On the other hand, it provided that the master should be responsible for all damage done by his slave at any place where there was no Christian overseer, and required that any master giving freedom to his slave should pay the cost of his transportation out of the colony.

The general object of the
laws in respect to slaves.

Such was substantially the law of negro slavery in all of the colonies at the beginning of the decade before the Revolution. It was perhaps more severe than this in South Carolina, and it was certainly less so in Massachusetts.

The objects which it had in view were to secure the master's property in the slave, to enable the master to hold the slave in obedience and force him, if necessary, to labor, and to protect the public peace and welfare against the abuse of the relation by the master, and against the vicious nature of the slave.

It does certainly appear that the century of law-making upon the subject had not ameliorated the condition of the slave. We must remember, however, that the first stages in the legalization of any relation sometimes make the situation appear worse than what obtained before the movement began, although it may not be worse in fact.

Slavery and the Revolutionary
ideas of the rights of man.

But the period of the Revolution brought with it a great change of view in regard to the morality of slavery, and this change of idea produced great modifications in the law of slavery, all of which tended not only toward an improvement of the condition of the slave, but also toward the ultimate extinction of slavery.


**Your task:**
From the entries that follow, copy every line with the word "curve".

**Dataset content:**
+++

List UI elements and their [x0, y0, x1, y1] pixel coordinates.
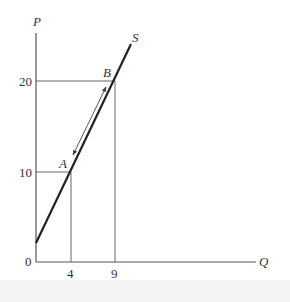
x-axis-label: Q [259, 254, 269, 269]
movement-arrow-icon [73, 87, 106, 155]
y-axis-label: P [32, 14, 41, 29]
point-label-b: B [103, 65, 111, 80]
supply-diagram: P Q 0 20 10 4 9 S B A [0, 0, 290, 302]
curve-label-s: S [132, 30, 139, 45]
y-tick-20: 20 [19, 74, 32, 89]
origin-label: 0 [25, 254, 32, 269]
x-tick-9: 9 [111, 266, 118, 281]
point-label-a: A [58, 156, 67, 171]
x-tick-4: 4 [67, 266, 74, 281]
y-tick-10: 10 [19, 165, 32, 180]
supply-curve [36, 44, 131, 243]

+++

**Answer to the exercise:**
curve-label-s: S [132, 30, 139, 45]
supply-curve [36, 44, 131, 243]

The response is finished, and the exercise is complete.